American Pie: A Plague On The House Of Merchant!
…The mantra of my wife’s family, where food is concerned, is “Wrap it and refrigerate it.” On the rare occasions when I could persuade Bertha, Sandra’s mother, to put fruit in a bowl and leave it out, the minute I turned my back she would, with great agitation, wrap each piece in paper towel and cover the bowl…
John Merchant and his wife Sandra have widely differing views on how food should be stored.
John has written many tasty columns, all of them stored in the Open Writing archive. To access them please click on http://www.openwriting.com/cgi-bin/mt-search.cgi?IncludeBlogs=1&search=john+merchant
My wife, Sandra, is a very intelligent, highly educated woman. So why then is it that her view of contagion, infection and contamination flies in the face of reason and science? While she happily shares my bed, she would die before she’d share my towel, or in an emergency, my toothbrush. I’m healthy, and as far as medical science is concerned, free of communicable diseases; yet, in Sandra’s mind, I ‘m a walking plague about to happen.
In my younger days, I followed with keen interest the work of the National Cold Research Center in England, perhaps because colds were the only sickness I was fortunate enough to have to deal with. What struck me at the time was how difficult it is to deliberately catch a cold. Volunteers who spent a week at the center were subjected to all the conditions that, anecdotally, people thought would lead to an infection. Sleep deprivation; standing naked in a draughty corridor after taking a shower; sharing a room with a person who already had a cold and so on, all to no avail.
The prime objective of the research was, of course, to find a cure for the common cold, and sixty years later the search is still on, though recently I read that the cold virus genome has been decoded. While the UK research didn’t come up with a cure, or better still, a method of prevention, it did give the lie to all the old, folk beliefs of how colds are contracted. My mother was convinced that just being out in the rain without a coat was enough to bring on a bout of the disease. Sandra believes that still.
Though I’m content to let her hold on to her beliefs in that regard, a parting of the ways comes when matters of domestic hygiene are involved. The mantra of my wife’s family, where food is concerned, is “Wrap it and refrigerate it.” On the rare occasions when I could persuade Bertha, Sandra’s mother, to put fruit in a bowl and leave it out, the minute I turned my back she would, with great agitation, wrap each piece in paper towel and cover the bowl.
Probably Bertha’s greatest fear, next to being wiped out by some virulent disease, was that she would have unexpected guests and not have the makings of a meal to hand. Accordingly, she packed her refrigerator with every conceivable commodity, all of them wrapped in plastic, or aluminum foil. What’s worse, none of these mystery packages were labeled.
There was so little space for air to circulate that the outermost packages often were locked in solid ice, and this was not in the freezer compartment. Interior areas were insulated so much by their surroundings that the food in them had either putrefied or perished. And there’s the dichotomy. My wife and her mother shared the philosophy that one should save food and leftovers in the refrigerator until they go bad, then throw them away.
So, no matter that the refrigerator contained enough salmonella to wipe out a whole neighborhood, at least the food wasn’t out in the open. After over twenty years of our marriage, Sandra, very reluctantly will leave out a few items of fruit, and perhaps a bulb or two of garlic in a bowl, but it’s still a struggle with her past. Even though I point out that such items as oranges, grapefruit and tomatoes aren’t refrigerated in the supermarket, and that they should know, the spirit of Bertha is sitting on her shoulder, whispering in her ear that she shouldn’t listen to me.
But progress has been made. The other day, when we were expecting guests for dinner, I was amazed to see that Sandra had taken some cheeses out of the refrigerator so that they would be at room temperature when our guests arrived. I was tempted to be thrilled that my long crusade was finally over, but I knew better. It was a small step for me and a giant leap for Sandra.
To be fair, my early food storage experiences were diametrically opposed to hers, growing up as I did in England, where, at the time, refrigeration was a rarity. Pantries and stillrooms were the thing. The farm where my mother lived for several years had both. The stillroom that abutted the house was a cool, stone built structure with stone-flagged floors. On long, thick sandstone slabs could be found the day’s milking, along with cream, cheeses, and whey. Sometimes there’d be hard cider and lemonade.
Across the lane was a two-holer outhouse and midden, built into the wall of the kitchen garden. It was a simple matter periodically to shovel out the midden from the garden side onto the compost heap. The nutrient rich soil and the sun’s warmth, trapped by the high, stone, kitchen garden wall, grew the most wonderful produce I ever hope to see, or taste. By today’s standards, it’s a miracle we survived, but it doesn’t surprise me.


### What the task requires
Find and return every line of the data that contains the word "diagram".

────────────────────

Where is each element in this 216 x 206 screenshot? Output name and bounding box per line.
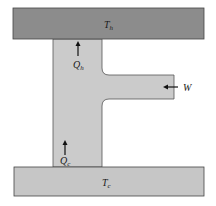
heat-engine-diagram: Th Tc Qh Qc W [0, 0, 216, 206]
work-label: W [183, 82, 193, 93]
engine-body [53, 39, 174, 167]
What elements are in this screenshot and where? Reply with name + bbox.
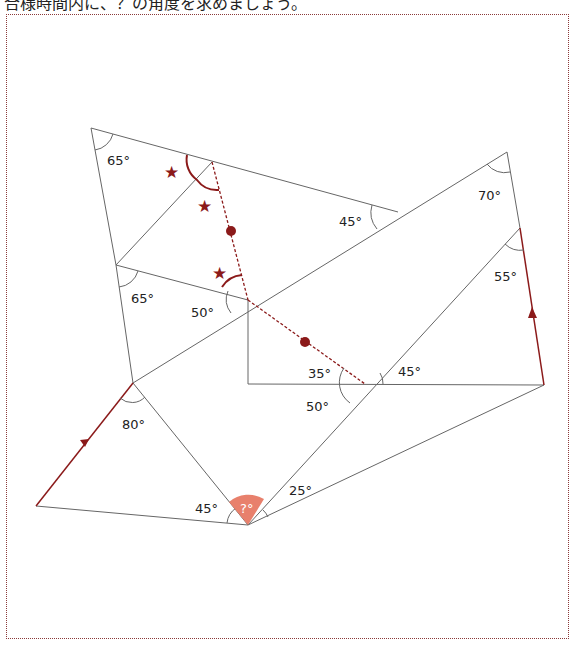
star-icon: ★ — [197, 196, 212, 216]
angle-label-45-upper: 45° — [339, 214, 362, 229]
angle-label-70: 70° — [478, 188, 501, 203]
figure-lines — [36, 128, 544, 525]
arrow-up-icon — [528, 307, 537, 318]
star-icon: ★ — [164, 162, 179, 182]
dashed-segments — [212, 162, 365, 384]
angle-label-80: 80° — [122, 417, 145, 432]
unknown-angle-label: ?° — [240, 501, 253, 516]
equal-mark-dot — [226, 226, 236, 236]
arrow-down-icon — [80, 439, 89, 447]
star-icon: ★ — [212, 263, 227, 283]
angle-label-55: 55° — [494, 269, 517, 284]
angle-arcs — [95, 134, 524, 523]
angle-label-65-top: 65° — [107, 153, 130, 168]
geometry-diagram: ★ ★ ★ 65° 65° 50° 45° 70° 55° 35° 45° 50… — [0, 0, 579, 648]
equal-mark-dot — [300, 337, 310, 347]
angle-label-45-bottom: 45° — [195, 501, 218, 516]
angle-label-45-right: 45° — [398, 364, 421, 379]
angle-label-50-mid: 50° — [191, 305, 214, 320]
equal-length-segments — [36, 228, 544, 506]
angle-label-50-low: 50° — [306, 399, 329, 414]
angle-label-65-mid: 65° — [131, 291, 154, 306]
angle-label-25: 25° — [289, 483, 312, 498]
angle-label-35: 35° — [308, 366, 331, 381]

────────────────────

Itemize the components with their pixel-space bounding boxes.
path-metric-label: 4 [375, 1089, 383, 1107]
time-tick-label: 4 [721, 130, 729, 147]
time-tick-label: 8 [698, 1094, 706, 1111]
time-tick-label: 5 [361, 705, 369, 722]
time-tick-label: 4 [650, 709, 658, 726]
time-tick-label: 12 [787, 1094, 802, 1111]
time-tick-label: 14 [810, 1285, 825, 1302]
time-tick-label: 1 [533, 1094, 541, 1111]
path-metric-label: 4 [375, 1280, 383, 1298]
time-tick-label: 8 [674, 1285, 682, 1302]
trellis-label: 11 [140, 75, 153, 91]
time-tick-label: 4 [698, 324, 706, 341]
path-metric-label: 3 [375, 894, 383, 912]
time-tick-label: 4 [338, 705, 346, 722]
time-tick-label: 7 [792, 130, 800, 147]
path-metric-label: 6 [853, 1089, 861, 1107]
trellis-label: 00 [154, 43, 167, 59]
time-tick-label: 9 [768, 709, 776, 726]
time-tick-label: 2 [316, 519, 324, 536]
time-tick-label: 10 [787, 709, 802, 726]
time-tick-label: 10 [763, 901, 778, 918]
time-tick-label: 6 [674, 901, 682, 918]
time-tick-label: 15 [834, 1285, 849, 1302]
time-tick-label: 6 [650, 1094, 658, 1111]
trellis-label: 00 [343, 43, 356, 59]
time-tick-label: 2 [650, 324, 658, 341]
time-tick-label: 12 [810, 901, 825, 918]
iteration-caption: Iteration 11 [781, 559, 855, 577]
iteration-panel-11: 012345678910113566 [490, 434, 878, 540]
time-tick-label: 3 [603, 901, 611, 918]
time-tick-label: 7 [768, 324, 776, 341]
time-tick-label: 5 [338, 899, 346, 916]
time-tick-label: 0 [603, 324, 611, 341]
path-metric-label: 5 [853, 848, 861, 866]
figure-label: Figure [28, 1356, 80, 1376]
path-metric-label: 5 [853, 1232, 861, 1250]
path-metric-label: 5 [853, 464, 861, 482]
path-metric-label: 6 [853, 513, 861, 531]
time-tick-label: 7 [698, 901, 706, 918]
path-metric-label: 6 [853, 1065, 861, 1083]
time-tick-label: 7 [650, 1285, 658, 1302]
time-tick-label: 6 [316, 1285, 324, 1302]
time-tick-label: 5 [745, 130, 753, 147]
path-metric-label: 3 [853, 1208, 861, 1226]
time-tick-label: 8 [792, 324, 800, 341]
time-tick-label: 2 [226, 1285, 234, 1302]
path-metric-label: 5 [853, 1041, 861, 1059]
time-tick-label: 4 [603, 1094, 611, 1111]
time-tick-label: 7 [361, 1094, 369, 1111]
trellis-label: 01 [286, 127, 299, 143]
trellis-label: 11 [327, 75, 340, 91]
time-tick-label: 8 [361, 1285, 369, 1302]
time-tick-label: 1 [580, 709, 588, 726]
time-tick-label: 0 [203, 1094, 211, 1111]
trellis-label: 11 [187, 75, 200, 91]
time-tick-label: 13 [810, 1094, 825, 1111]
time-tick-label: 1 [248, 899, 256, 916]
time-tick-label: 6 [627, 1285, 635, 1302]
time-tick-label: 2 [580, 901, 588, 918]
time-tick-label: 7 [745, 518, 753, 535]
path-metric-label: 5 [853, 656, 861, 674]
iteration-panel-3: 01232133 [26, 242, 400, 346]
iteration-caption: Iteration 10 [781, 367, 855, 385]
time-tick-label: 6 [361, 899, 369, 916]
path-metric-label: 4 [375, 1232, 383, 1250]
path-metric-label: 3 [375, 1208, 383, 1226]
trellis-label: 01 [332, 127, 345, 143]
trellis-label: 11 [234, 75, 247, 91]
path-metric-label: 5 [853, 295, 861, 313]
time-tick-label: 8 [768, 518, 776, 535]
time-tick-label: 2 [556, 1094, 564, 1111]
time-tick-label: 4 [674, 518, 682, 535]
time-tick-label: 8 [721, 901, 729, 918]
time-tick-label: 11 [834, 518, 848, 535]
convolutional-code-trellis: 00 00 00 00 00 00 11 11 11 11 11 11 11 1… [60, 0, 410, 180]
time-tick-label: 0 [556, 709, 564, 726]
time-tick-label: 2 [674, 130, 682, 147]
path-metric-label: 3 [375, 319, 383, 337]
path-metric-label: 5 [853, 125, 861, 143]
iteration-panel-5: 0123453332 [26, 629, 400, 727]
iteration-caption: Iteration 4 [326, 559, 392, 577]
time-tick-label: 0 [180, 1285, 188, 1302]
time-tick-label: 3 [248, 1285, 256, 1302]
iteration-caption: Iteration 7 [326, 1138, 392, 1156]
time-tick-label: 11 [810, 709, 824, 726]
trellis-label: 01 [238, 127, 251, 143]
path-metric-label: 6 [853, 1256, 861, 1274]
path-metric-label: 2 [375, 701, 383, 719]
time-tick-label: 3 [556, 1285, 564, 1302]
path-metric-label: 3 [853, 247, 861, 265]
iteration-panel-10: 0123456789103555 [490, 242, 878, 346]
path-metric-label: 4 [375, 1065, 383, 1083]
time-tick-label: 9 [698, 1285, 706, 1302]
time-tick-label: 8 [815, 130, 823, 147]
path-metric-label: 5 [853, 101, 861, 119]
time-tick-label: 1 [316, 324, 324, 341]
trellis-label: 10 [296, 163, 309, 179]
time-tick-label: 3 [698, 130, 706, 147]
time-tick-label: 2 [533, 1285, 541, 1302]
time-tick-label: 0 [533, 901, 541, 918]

────────────────────

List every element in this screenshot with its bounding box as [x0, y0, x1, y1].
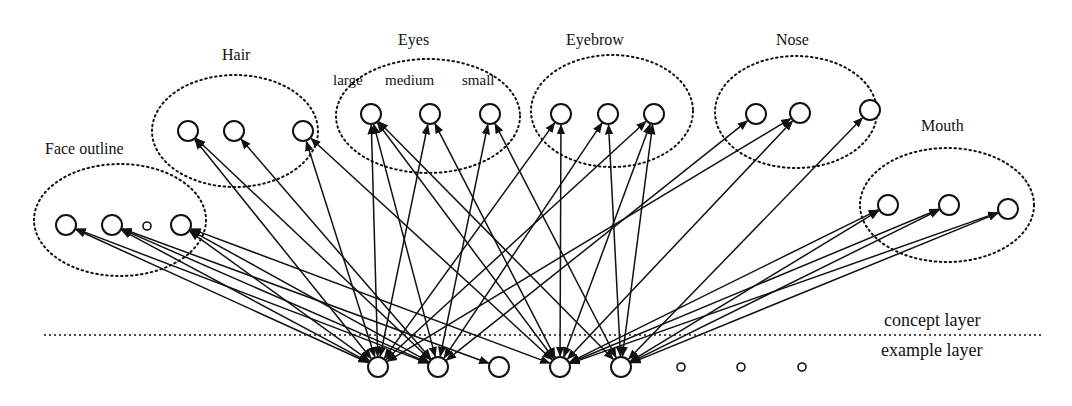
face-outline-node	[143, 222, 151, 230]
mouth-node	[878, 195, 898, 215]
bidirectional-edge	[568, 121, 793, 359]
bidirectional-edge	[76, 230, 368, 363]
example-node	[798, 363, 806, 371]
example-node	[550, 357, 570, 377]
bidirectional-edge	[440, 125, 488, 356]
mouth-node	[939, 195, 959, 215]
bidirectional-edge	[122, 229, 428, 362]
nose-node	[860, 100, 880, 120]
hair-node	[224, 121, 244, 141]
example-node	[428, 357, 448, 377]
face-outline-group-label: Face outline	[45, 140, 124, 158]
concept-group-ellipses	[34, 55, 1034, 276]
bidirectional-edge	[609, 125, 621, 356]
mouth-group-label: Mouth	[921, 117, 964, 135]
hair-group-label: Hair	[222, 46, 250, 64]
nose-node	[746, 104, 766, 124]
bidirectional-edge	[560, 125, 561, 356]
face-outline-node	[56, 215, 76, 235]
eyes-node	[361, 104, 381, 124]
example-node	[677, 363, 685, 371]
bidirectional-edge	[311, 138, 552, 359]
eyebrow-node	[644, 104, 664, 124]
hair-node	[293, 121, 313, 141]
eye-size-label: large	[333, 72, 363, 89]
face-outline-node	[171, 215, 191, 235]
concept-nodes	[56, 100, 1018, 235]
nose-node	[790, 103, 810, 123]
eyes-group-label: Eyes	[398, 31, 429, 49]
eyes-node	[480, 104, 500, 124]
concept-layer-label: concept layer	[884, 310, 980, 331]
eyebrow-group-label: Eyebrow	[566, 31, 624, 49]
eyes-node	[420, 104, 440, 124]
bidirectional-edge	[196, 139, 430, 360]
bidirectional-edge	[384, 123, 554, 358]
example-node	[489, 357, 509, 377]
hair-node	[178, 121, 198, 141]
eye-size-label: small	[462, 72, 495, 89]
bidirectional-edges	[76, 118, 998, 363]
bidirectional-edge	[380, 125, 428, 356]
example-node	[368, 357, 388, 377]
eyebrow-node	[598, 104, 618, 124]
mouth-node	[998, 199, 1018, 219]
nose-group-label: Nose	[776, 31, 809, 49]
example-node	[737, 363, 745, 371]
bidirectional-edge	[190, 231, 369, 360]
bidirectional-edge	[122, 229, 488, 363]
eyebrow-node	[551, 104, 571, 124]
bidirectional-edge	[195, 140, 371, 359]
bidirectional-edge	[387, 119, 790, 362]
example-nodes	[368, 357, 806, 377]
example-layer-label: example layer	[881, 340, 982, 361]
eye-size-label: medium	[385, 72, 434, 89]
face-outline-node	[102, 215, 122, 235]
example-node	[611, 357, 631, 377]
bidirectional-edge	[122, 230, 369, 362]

────────────────────

### Output
heat-engine-diagram: Th Tc Qh Qc W [0, 0, 216, 206]
geometry-diagram: ★ ★ ★ 65° 65° 50° 45° 70° 55° 35° 45° 50… — [0, 0, 579, 648]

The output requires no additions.